The Importance of Marketing for the Success of a Business

Marketing isn’t simply an important part of business success – it is the business. Everything else in the business depends upon marketing. Mark Cuban, owner of the Dallas Mavericks and several media and entertainment companies, puts it as succinctly as possible: “No sales. No company.”

What is Marketing?

The term “marketing” covers a lot of different activities – all associated with selling your company’s products and services. Advertising is the most obvious marketing activity, but so is consumer research, which better matches your product to consumer wants and needs. Product design, also, is a form of marketing, as it helps match your company’s products and services to known customer needs.

The one thing that marketing is not, in the opinion of some marketing professionals, is the sales act itself, which is the result of marketing.

What is Strategic Marketing?

Marketing strategies encompass these strategic activities:

  • Determining the need for a product through consumer research and by observing and quantifying sales patterns of similar goods in the marketplace
  • Modifying existing products or creating new products to match consumer wants and needs
  • Determining how best to reach potential customers to make them aware of your products and to persuade them to buy them
  • Creating marketing campaigns based on your determinations of the most effective way of reaching customers
  • Confirming customer relationships via follow-up sales campaigns and loyalty programs   

identifying Consumer Need

Marketing encompasses not only determines consumer need, it also helps create consumer need. It really begins with understanding your potential consumer. One well-known 21st-century marketing failure had to do with U.S. companies’ attempts to sell deodorants in China. What these U.S. companies failed to realize is that, biologically, ethnic Chinese do not have the same body odor issues as Westerners. They also failed to take into account that Chinese consumers commonly regard sweating as a healthy activity that – among other things – purifies the system and not, as is common among Americans, as a social problem.

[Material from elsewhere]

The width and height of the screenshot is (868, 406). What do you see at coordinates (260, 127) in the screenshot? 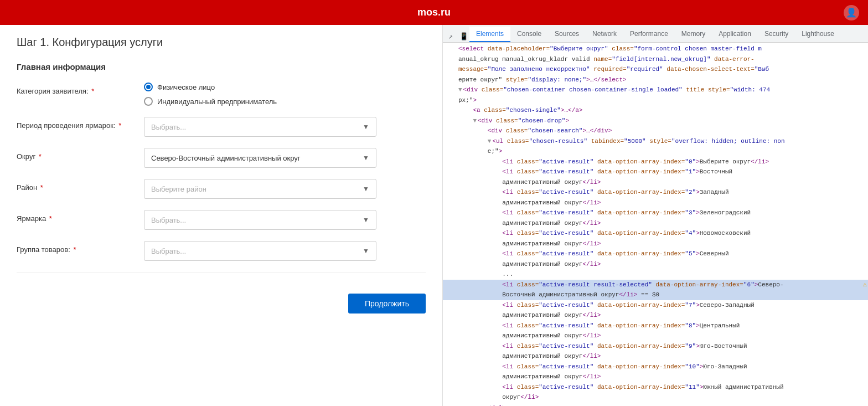
I see `period-select: Выбрать... ▼` at bounding box center [260, 127].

It is a truism of marketing education that marketing can’t create a need, but many marketing campaigns are based on creating an awareness of a product and the desirability of owning that product. What is important is that this _awareness creates the need. S_ome common strategies for creating an awareness of the product and giving it a context that stimulates a desire to own it are:

  • Demonstrating scarcity. Apple, for instance, increased the demand for the Apple 5 by cutting off further shipments of the phone for two weeks immediately after announcing the release.
  • Developing a “we” bond between consumers and product, often by announcing the product first to a selected audience, and inviting consumers to participate in the development of the product or product launch.
  • Interacting with social media, such as responding to consumer comments, whether favorable or unfavorable.                                                                              

Responding to Consumers With Ongoing Product Development

Successful companies don’t release products and then move on to new products. They stay involved with their current products, continually modifying and improving them. Apple has been particularly adept at this strategy, with frequent updates of existing software, backed by extensive, clear information releases about the updates. This keeps customers involved. Apple has one of the highest loyalty and customer satisfaction ranking among all major brands.

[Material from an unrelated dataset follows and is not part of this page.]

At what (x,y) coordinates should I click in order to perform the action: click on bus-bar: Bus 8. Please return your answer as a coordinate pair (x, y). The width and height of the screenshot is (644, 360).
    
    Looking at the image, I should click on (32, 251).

Finding the Shortest Path Between the Consumer and the Brand

As social media has evolved and has become an important part of the consumer experience, successful companies have demonstrated a continuous involvement in social media, participating with timely campaigns aimed at their audiences. Oreo, for instance, rated highly by AdWeek for social media use, has campaigns that tie into major social events, such as their Vine video series, which featured Oreo cookies starring in classic horror films.

Creating Campaigns That Respond Quickly to Consumer Preferences

Companies that respond quickly to consumer preferences raise consumer awareness and increase brand satisfaction and loyalty. Netflix, for example, uses other media, such as The New York Times, to spread and increase consumer awareness with lists of upcoming films and series.